All released statements critical of the Obama Administration and the U.S. Environmental Protection Agency.

“I put the blame for this squarely on the EPA and the Obama Administration who have taken virtually every opportunity to block responsible development of Alaska’s resources,” said Sen. Mark Begich, a Democrat.

“The actions taken by this administration will result in all of us paying more for gasoline — not to mention the loss of jobs and revenue that responsible development bring,” said Sen. Lisa Murkowski, a Republican.

Congressman Don Young, a Republican, said: “We are making it near impossible for companies to do business in the U.S.; where’s the incentive? It is absurd and foolish and completely indicative of an Administration that has no interest in responsible resource development or a thriving economy.”

Alaska Gov. Sean Parnell, a Republican, speaking at a press availability, called it “just another example of the federal government dragging its feet, killing jobs and making us even more reliant on oil from the Middle East and elsewhere, where as we can see from the situation in Egypt it’s very unstable.”

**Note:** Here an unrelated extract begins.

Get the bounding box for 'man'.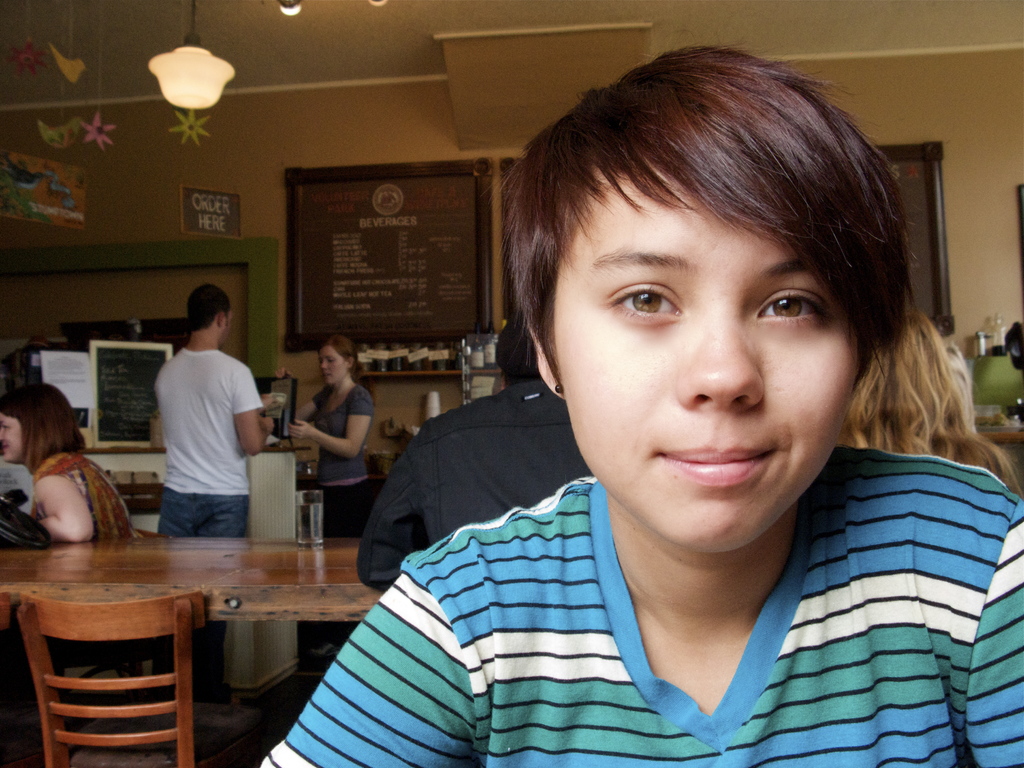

Begich said he has “talked to EPA Administrator Lisa Jackson multiple times, and will continue to make the case for Shell to be able to move forward with exploration.” He said Shell hopes to get the air permits it needs for 2012, and said he would continue to work with the company and EPA to make that happen.

“It is shameful to see another season lost,” Begich said.

Murkowski, the ranking member of the Senate Energy and Natural Resources Committee, said, “The EPA’s refusal, or simple inability, to issue key permits in a timely fashion is indefensible,” and called on the administration to review EPA’s handling of Shell’s permit applications.

She said the inability of the federal government “to process a straightforward air permit calls into question its willingness to support a rational energy policy.”

Young said “any attempt at project development is shut down by the EPA,” called the administration’s talk about jobs just lip service and said the country is being crippled. “They won’t be happy until we’ve run all business out of the country and we’re back to traveling on dirt roads in covered wagons.”

“It’s unfathomable that a company … can buy federal leases but can’t get onto them,” Parnell said. “It’s also unfathomable that they cannot get an air permit after five years of time that they can get in the Gulf of Mexico in a matter months.”